A leisurely stroll through the massive space revealed why she might have felt a bit down. About half the departments had at least some empty or near-empty shelves. Strolling customers were quite sparse (even for a recessionary January weeknight). Other display sections looked like they hadn’t been straightened up all day. Many floor tiles looked scuffy. Much of the apparel merchandise still looked thin and shoddy.

Stock clerks chatted aloud to one another, comparing the number of work hours they’d just had reduced. At the front, the head checkout clerk was dressing down her subordinates, demanding to know which one had been keeping an opened bag of potato chips at her checkstand.

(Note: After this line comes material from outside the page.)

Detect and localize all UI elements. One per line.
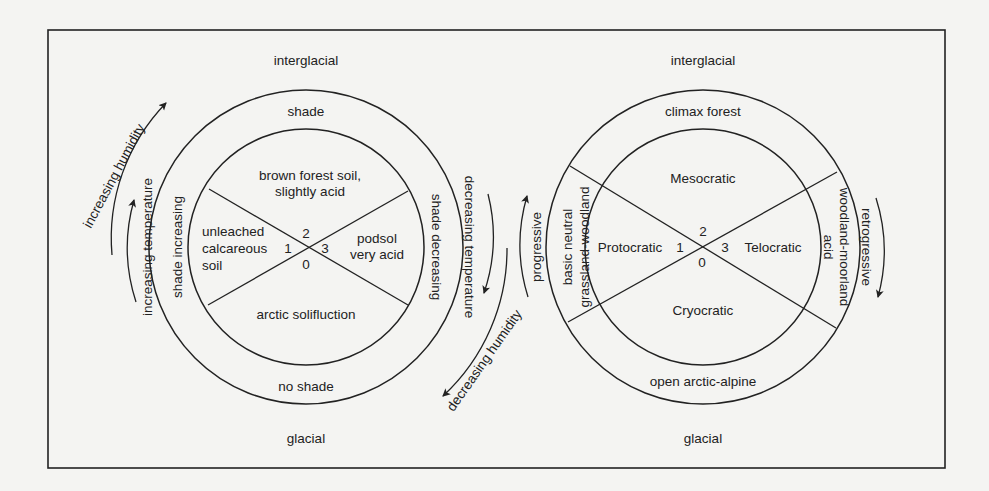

The cheery signs and banners seemed an exercise in desperate, manic positivity. The whole place gave me flashbacks to the last six months of Frederick & Nelson.

Granted, the 130th & Aurora unit is one of Kmart’s oldest buildings, acquired in the early ’70s from the even cheaper old White Front chain. The other Seattle Kmart, in West Seattle’s lost valley of Delridge, is a lot nicer looking on the inside. But if the chain’s gonna mount any kind of serious comeback, it’ll have to get serious about making them inviting, fun places again.

INSTANT NOSTALGIA…
Jan 23rd, 2002 by Clark Humphrey

…is now possible, thanks to eBay and its diligant participating merchants. Case in point: Get your very own Enron Retirement Planning coffee mug, only while supplies last! Slogan on the back: “Who decides where to invest your money? Only YOU!”

Also available, at least as of this writing: A copy of the company’s “Conduct of Business Affairs” book, complete with a memo by CEO Ken Lay and the following unattributed intro: “As officers and employees of Enron Corp., its subsidiaries, and its affiliated companies, we are responsible for conducting the business affairs of the companies in accordance with all applicable laws and in a moral and honest manner.”